Elf Power has been creating intricate, melodic, insightful indie-pop for so long now that the occasion of a new album is simply another opportunity to bask in all the things the band has been so good at since starting as a bit player in the Elephant 6 scene in the mid-'90s. The band's last album, 2010's self-titled release, was a mostly subdued tribute to recently departed friend, Vic Chesnutt, and this one, the band's 11th, features much of the same in terms of tone. "Grotesquely Born Anew," perhaps the album's best song (and certainly its best song title), features a perfectly lullaby-like melody surrounded by swirling, Eastern-flavored string sounds.
There’s much to like about Neutral Milk Hotel’s return to touring. For one, it seems to be on Jeff Mangum’s terms. Secondly, it’s a bit of a victory lap for an album (In the Aeroplane Over the Sea) that has become a cult classic since its release. Of course, it’s also a way for us to publicly pat ourselves on the back for getting on board in a way we couldn’t before.
"Tried to forget about the old ways, tried to discover a new meaning," Andrew Rieger sings at the end of Sunlight on the Moon, Athens psych-pop mainstays Elf Power's 12th album.

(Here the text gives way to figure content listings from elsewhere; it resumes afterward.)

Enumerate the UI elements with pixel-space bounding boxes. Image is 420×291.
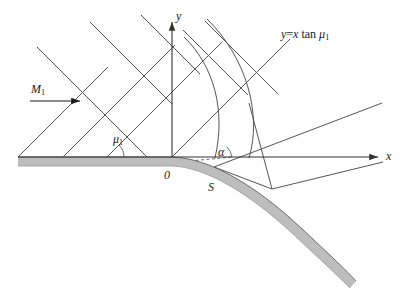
right-running-mach-waves: [18, 39, 290, 157]
equation-rhs-subscript: 1: [325, 33, 329, 42]
mach-wave-rr-3: [107, 42, 222, 157]
alpha-angle-mark: [190, 147, 232, 161]
mach-wave-rr-1: [18, 67, 108, 157]
wall-boundary: [18, 157, 356, 288]
diagram-canvas: [0, 0, 420, 291]
downstream-mach-rays: [214, 103, 383, 189]
wall-body: [18, 157, 356, 288]
mach-angle-label: μ1: [113, 133, 123, 147]
mach-wave-rr-5: [172, 39, 290, 157]
x-axis-label: x: [386, 150, 391, 162]
mach-angle-subscript: 1: [119, 138, 123, 147]
turn-angle-label: α: [218, 146, 224, 158]
downstream-ray-lower: [272, 162, 383, 189]
mach-number-symbol: M: [31, 82, 41, 96]
mach-number-label: M1: [31, 83, 45, 97]
wall-surface-line: [18, 157, 356, 281]
left-running-mach-waves: [37, 15, 278, 157]
y-axis-label: y: [176, 10, 181, 22]
origin-label: 0: [164, 169, 170, 181]
mach-wave-diagram: y x 0 S M1 μ1 α y=x tan μ1: [0, 0, 420, 291]
equation-tan: tan: [301, 27, 316, 41]
mach-number-subscript: 1: [41, 88, 45, 97]
mach-wave-lr-5: [205, 21, 278, 94]
expansion-fan-arcs: [184, 19, 254, 158]
alpha-angle-arc: [227, 147, 232, 157]
sonic-point-label: S: [208, 181, 214, 193]
mach-line-equation-label: y=x tan μ1: [281, 28, 329, 42]
mach-wave-lr-1: [37, 47, 147, 157]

Like just about any band staring down their third decade, Elf Power have slowly but surely left many of those old ways behind. 2010's pristine, sad-eyed Elf Power—a tribute to their late friend and occasional collaborator Vic Chesnutt—was a far cry from the fuzzed-out, freewheeling psych of the late 90s LPs these Elephant 6ers built their reputation on.
Sunlight on the Moon is Elf Power’s 12th full-length, and while it still sounds exuberantly, defiantly amateur (in the best, “for the love of it” sense), the band has clearly gotten better at what it does. These fuzz-toned, delicately arranged melodies curve in a gratifying ways around bizarrely evocative imagery. They are well-constructed, tightly knit songs that fizz with eccentricity and bubble with subconscious impulses.